Collected data
· · · · ·

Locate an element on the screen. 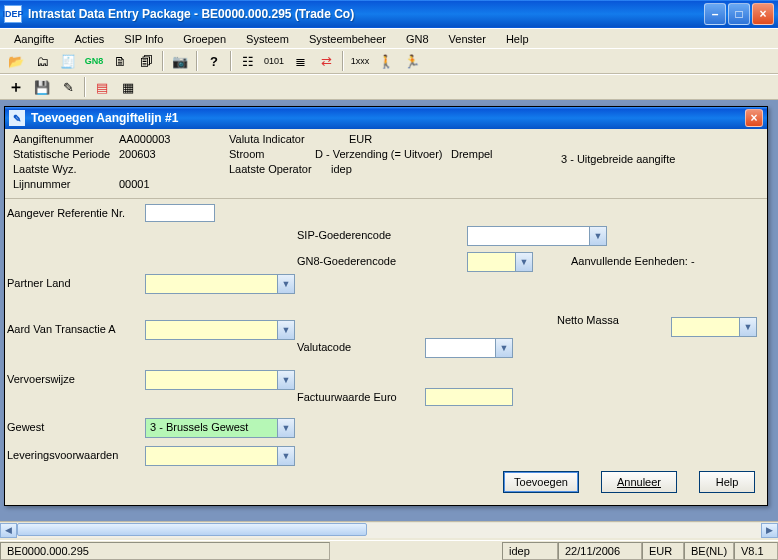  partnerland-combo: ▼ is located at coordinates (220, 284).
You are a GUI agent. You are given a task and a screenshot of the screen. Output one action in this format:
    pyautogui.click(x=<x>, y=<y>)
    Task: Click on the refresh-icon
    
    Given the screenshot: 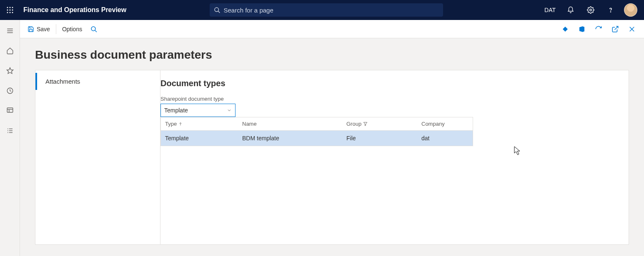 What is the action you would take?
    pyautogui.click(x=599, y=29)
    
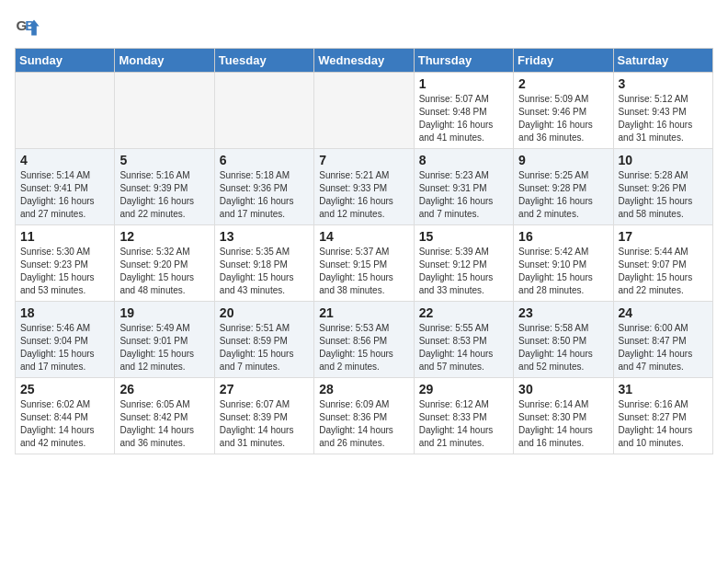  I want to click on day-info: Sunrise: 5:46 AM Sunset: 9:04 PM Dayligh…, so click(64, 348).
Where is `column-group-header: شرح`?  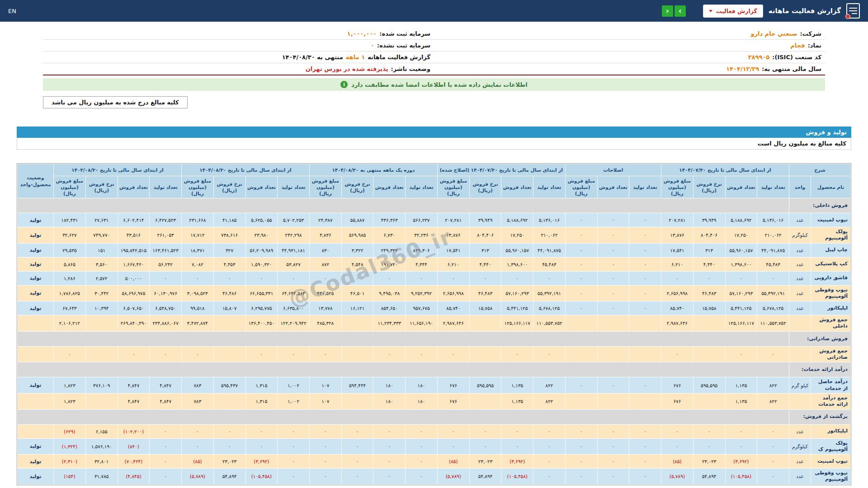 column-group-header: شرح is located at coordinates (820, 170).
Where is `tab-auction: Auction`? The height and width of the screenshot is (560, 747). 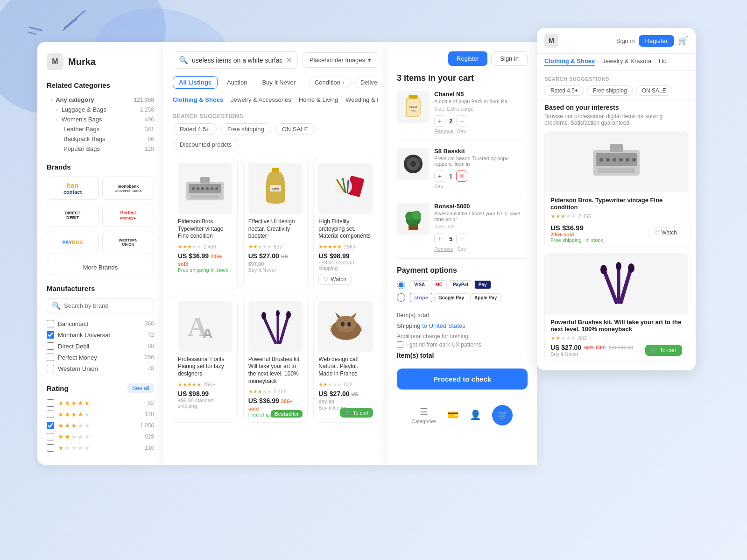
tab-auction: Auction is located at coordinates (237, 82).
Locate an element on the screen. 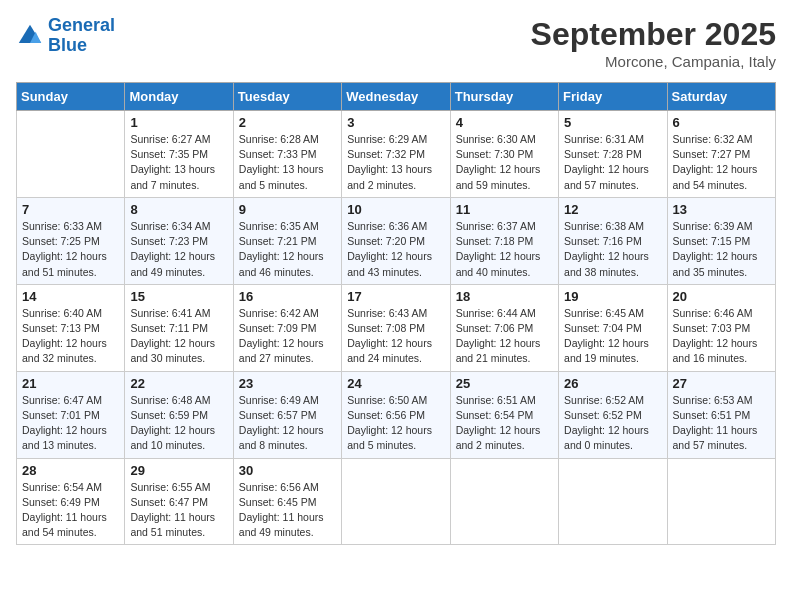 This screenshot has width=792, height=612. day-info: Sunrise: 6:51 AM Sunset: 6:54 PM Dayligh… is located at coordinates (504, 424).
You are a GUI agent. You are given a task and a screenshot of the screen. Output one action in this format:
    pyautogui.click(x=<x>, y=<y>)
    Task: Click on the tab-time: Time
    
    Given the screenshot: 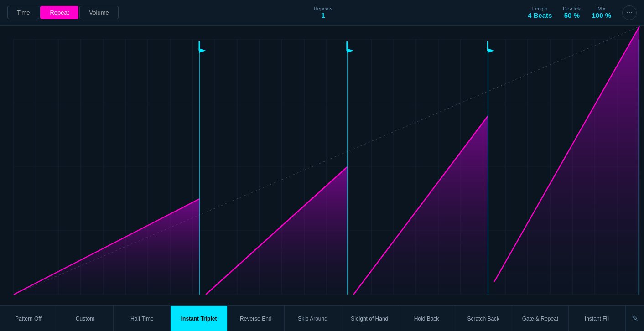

· · · · ·

◆ **WORK ORDER**
The copy should hold exactly the lines from the one containing "Task: Click on the tab-time: Time" through the final line of the records above, both ends included, and no picture.

◆ **ANSWER SECTION**
    Task: Click on the tab-time: Time
    
    Given the screenshot: 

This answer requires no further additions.